What is the issue?
- Public works could provide valuable support to the urban poor, especially if women get most of the jobs.
- In this regard, here is a look at a suggestion called the DUET (Decentralised Urban Employment and Training) scheme.
What is the need for social protection in urban areas?
- The COVID-19 crisis has drawn attention to the insecurities that haunt the lives of the urban poor.
- Generally, they are less insecure than the rural poor, partly because fallback work is easier to find in urban areas.
- Nevertheless, the urban poor are exposed to serious contingencies.
- These include both at individual (such as illness and underemployment) and collective (lockdowns, floods, cyclones, financial crises and so on) levels.
- There is, thus, a need for better social protection in urban areas.
What are the possible options?
- Universalising the Public Distribution System in urban slums would be a step forward, and it can be done under the National Food Security Act.
- But foodgrain rations do not take people very far.
- Employment-based support is one way of doing more.
- It has two major advantages: self-targeting, and the possibility of generating valuable assets or services.
- There has been much discussion, in recent months, of a possible urban employment guarantee act.
- The specifics of the act, however, are not so clear, and there is little experience of relief work in urban areas.
- The Decentralised Urban Employment and Training (DUET) is a proposal in this regard.
How does DUET work?
- The government, State or Union, would issue “job stamps”, each standing for one day of work at the minimum wage.
- The job stamps would be liberally distributed to approved public institutions.
- These may include educational institutions, hospitals, museums, shelters, jails, offices, transport corporations, public-sector enterprises, neighbourhood associations, urban local bodies, etc.
- These institutions would be free to use the stamps to hire labour for odd jobs and small projects that do not fit easily within their existing budgets and systems.
- The “service voucher” schemes popular in some European countries works the same way.
- But the difference is that they are used by households instead of public institutions, for the purpose of securing domestic services.
- The service vouchers are not free, but they are highly subsidised, and households have an incentive to use them.
- Wages, paid by the government, would go directly to the workers’ accounts against job stamps certified by the employer.
- To avoid collusion, an independent placement agency would take charge of assigning workers to employers.
What are the advantages?
- The DUET approach would help in -
- activating a multiplicity of potential employers
- avoiding the need for special staff
- facilitating productive work, among others
- It would also ensure that workers have a secure entitlement to minimum wages, and possibly other benefits.
- Notably, there is no dearth of possible DUET jobs. Many states have a chronic problem of dismal maintenance of public premises.
- To work well, DUET would have to include some skilled workers (masons, carpenters, electricians and such).
- That would widen the range of possible jobs.
- It would also help impart a training component - workers could learn skills “on the job” as they work alongside skilled workers.
How about giving priority to women workers?
- This should not be like a minimum quota for women. Instead, as long as women workers are available, they should get all the work.
- In fact, women could also run the placement agencies, or the entire programme for that matter.
- To facilitate women’s involvement, most of the work could be organised on a part-time basis, say four hours a day.
- A part-time employment option would be attractive for many poor women in urban areas.
- It would give them some economic independence and bargaining power within the family, and help them to acquire new skills.
- Giving priority to women would have two further merits.
- First, it would reinforce the self-targeting feature of DUET.
- This is because women in relatively well-off households are unlikely to go (or be allowed to go) for casual labour at the minimum wage.
- Second, it would promote women’s general participation in the labour force.
- India has one of the lowest rates of female workforce participation in the world.
- According to 2019 National Sample Survey data, only 20% of urban women in the age group of 15-59 years spend time in “employment and related activities” on an average day.
- This stifles the productive and creative potential of almost half of the adult population of the country.
What are the challenges?
- How far will the public institutions concerned make active use of the job stamps is a big question.
- In the DUET scheme, the use of job stamps relies on a sense of responsibility among the heads of public institutions, not their self-interest.
- It is, thus, not easy to guess how intensively job stamps will be used.
- The best way to find out is to give the scheme a chance, may be by way of a pilot scheme in select districts or even municipalities.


→ What the task asks: Search the data below, and report every line in which "arrow" occurs.
==== Material for this task ====
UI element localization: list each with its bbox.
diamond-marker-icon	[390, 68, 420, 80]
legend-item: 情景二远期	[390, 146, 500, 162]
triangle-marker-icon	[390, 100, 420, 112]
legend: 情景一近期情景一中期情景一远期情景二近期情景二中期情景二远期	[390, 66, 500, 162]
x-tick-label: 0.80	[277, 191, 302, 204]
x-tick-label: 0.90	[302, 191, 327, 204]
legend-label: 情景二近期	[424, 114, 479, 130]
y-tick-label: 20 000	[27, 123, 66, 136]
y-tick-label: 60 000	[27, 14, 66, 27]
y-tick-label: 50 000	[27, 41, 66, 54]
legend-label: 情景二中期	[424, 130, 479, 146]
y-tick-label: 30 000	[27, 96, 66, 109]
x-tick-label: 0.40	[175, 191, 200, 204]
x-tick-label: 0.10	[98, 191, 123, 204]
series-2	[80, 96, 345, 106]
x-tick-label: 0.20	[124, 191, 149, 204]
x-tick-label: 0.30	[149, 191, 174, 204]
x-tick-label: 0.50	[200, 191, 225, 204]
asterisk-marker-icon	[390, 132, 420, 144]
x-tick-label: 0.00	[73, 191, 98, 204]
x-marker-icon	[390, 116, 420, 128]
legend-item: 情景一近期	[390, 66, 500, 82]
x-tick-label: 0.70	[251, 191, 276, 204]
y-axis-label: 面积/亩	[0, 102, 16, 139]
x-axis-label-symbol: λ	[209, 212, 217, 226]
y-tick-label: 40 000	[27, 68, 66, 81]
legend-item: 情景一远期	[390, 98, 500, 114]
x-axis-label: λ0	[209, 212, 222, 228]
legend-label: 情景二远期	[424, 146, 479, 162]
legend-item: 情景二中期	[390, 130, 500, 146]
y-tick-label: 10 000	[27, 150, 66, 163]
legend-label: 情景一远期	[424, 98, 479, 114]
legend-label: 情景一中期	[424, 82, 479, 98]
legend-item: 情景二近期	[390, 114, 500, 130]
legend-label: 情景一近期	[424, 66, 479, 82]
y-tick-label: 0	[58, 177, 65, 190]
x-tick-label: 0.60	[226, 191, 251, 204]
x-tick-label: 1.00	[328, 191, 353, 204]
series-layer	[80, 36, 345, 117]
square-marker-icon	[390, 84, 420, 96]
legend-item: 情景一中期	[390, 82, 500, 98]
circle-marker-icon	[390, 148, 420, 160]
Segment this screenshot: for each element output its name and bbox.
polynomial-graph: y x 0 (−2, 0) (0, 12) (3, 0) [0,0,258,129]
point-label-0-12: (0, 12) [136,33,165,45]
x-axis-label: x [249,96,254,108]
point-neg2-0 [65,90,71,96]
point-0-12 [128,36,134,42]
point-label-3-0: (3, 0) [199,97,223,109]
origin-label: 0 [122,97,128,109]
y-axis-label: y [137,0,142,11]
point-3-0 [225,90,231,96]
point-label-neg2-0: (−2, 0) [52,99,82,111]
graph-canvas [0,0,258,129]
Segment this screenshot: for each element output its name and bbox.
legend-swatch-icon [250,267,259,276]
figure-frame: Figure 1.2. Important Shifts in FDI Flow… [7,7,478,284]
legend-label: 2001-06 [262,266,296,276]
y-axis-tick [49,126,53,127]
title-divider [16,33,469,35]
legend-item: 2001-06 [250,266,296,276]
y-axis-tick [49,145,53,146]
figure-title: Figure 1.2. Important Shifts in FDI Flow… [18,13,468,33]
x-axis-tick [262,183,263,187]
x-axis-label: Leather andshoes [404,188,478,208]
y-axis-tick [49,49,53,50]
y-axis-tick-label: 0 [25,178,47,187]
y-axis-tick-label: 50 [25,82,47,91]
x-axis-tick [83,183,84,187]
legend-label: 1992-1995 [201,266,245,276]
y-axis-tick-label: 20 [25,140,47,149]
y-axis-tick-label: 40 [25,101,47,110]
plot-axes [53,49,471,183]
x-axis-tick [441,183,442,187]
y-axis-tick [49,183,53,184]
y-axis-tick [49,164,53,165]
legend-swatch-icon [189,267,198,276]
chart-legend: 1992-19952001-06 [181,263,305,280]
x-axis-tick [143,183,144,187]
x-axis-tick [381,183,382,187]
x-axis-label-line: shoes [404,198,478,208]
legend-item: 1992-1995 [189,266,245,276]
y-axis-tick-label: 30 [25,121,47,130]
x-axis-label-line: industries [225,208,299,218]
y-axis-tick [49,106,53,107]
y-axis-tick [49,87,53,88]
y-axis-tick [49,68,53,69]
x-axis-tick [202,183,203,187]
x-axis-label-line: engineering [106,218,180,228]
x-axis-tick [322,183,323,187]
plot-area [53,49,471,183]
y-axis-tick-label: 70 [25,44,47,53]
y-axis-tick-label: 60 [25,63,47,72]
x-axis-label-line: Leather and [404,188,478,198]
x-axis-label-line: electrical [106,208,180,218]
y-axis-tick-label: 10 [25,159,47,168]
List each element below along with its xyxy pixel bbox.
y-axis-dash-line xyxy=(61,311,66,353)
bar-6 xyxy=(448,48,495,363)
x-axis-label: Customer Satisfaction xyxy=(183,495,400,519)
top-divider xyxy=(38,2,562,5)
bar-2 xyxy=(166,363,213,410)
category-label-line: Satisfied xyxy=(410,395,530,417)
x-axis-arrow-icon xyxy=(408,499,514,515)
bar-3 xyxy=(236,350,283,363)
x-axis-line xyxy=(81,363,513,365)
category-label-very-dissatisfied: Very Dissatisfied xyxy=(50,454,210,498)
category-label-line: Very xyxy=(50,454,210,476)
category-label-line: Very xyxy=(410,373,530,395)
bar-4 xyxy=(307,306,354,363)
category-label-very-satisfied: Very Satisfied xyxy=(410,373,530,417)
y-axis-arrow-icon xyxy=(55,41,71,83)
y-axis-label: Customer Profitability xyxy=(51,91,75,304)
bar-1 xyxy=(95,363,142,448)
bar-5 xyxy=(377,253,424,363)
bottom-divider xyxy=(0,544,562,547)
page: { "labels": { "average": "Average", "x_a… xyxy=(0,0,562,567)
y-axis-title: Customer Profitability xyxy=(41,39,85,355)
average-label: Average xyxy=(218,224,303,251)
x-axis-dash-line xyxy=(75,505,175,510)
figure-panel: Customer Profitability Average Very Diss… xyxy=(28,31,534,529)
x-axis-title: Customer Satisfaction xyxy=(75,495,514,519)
====
→ Result of this task:
x-axis-arrow-icon xyxy=(408,499,514,515)
y-axis-arrow-icon xyxy=(55,41,71,83)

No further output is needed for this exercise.